Barnes & Noble originated in 1886 with a bookstore called Arthur Hinds & Company, located in the Cooper Union Building in New York City.[9][10] In the fall of 1886, Gilbert Clifford Noble, a then-recent Harvard graduate from Westfield, Massachusetts, was hired to work there as a clerk.[11] In 1894 Noble was made a partner, and the name of the shop was changed to Hinds & Noble.[12] In 1901 Hinds & Noble moved to 31-35 W. 15th Street.[13]
In 1917, Noble bought out Hinds and entered into a partnership with William Barnes, son of his old friend Charles; the name of the store was changed accordingly to Barnes & Noble.[14][15] Charles Barnes had opened a book-printing business in Wheaton, Illinois in 1873; William Barnes divested himself of his ownership interest in his father's firm just before his partnership with Noble and it would go on to become Follett Corporation. Although the flagship store once featured the motto "founded in 1873," the C.M. Barnes-Wilcox Company never had any connection to Barnes & Noble other than the fact that both were partly owned (at different times) by William Barnes.
1930–1969[edit]
In 1930, Noble sold his share of the company to William Barnes' son John Wilcox Barnes.[16][17] Noble died on June 6, 1936, at the age of 72.[18] In the long history of the bookstore, the namesake partnership was a brief interlude of thirteen years.
Barnes & Noble's former flagship store at 105 Fifth Avenue in Manhattan, New York has been operating since 1932.
In 1932, at the height of the Great Depression, the bookstore was moved to a flagship location on 18th Street and Fifth Avenue,[19] which served as such until it closed in 2014. The Noble family retained ownership of an associated publishing business and Barnes & Noble opened a new publishing division in 1931.[17] In 1940, the store was one of the first businesses to feature Muzak; it underwent a major renovation the following year.[20] That decade the company opened stores in Brooklyn and Chicago.[21] William Barnes died in 1945 at the age of 78 and his son John Wilcox Barnes assumed full control.[21] The company underwent a significant expansion in the 1950s and 1960s, opening an additional retail store on Twenty-third Street in Manhattan and shops near the City University of New York, Harvard and other Northeast college campuses.[22]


- **TASK DETAILS**
If a line of the records contains the string "Image", copy it out.

- **Dataset rows for apps and sites**
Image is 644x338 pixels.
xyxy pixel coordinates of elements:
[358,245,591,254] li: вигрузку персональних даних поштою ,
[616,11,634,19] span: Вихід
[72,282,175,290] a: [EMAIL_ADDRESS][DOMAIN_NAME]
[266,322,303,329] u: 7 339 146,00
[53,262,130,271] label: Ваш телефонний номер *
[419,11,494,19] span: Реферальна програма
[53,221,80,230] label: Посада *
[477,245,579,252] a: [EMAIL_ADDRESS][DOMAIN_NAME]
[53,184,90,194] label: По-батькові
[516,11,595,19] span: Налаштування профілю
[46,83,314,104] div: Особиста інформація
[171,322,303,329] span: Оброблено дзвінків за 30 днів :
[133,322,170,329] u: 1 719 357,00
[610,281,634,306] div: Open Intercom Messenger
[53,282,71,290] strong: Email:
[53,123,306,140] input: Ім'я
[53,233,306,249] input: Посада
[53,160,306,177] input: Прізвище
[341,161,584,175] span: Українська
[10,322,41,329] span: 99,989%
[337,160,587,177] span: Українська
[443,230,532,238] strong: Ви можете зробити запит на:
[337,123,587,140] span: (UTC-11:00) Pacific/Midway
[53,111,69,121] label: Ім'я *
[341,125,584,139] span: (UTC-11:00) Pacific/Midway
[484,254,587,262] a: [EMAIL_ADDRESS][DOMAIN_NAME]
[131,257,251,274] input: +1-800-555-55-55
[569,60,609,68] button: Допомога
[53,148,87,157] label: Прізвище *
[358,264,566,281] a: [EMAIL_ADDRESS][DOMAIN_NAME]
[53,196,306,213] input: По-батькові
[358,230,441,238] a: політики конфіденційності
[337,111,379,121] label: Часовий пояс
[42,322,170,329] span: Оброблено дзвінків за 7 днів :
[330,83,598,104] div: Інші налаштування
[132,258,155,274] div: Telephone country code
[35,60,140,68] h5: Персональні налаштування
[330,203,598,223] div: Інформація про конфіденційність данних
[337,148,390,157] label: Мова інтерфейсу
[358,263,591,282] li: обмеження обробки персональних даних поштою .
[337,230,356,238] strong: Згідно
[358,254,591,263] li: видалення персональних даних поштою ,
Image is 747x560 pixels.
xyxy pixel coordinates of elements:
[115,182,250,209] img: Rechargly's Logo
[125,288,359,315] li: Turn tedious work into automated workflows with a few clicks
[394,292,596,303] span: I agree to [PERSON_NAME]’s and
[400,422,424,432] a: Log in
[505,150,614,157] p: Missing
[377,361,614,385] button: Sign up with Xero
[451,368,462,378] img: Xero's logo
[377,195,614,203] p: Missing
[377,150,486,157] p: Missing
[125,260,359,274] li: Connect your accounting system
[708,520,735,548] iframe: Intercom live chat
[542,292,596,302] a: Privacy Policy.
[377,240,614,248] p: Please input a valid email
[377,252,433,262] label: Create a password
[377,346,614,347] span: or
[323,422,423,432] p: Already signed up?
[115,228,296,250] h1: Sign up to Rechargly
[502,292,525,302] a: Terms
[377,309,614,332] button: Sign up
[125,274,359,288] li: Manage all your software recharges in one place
--
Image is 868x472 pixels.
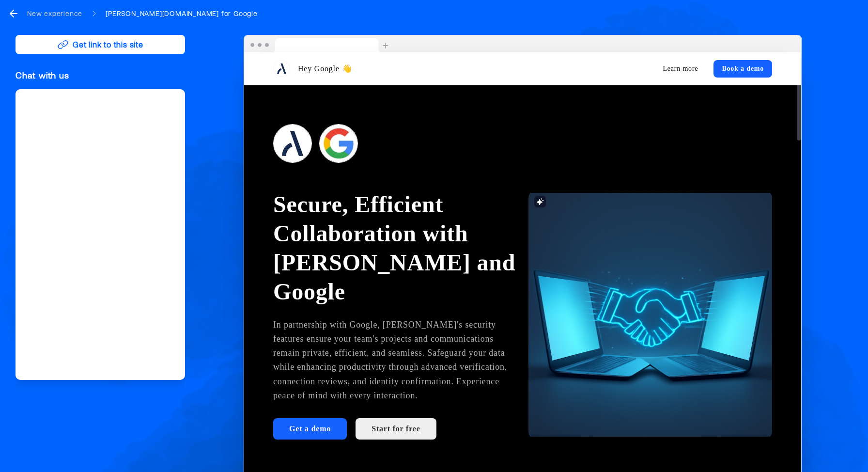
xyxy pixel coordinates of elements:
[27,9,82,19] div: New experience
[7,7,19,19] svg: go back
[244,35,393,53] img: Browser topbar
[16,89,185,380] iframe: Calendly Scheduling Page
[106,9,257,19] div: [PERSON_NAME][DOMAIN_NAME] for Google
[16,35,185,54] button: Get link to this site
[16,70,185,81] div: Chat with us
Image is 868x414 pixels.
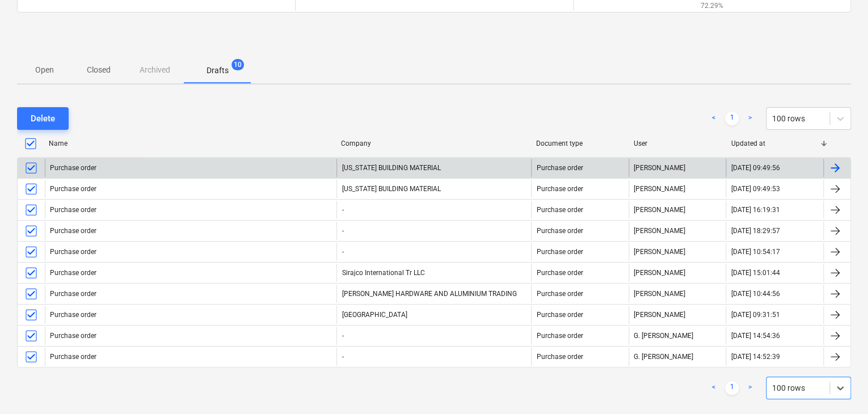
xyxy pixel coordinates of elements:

- **YOUR SOLUTION**
Image is 644x338 pixels.
Image is 747x560 pixels.
Image is 868x472 pixels.
Image is 868x414 pixels.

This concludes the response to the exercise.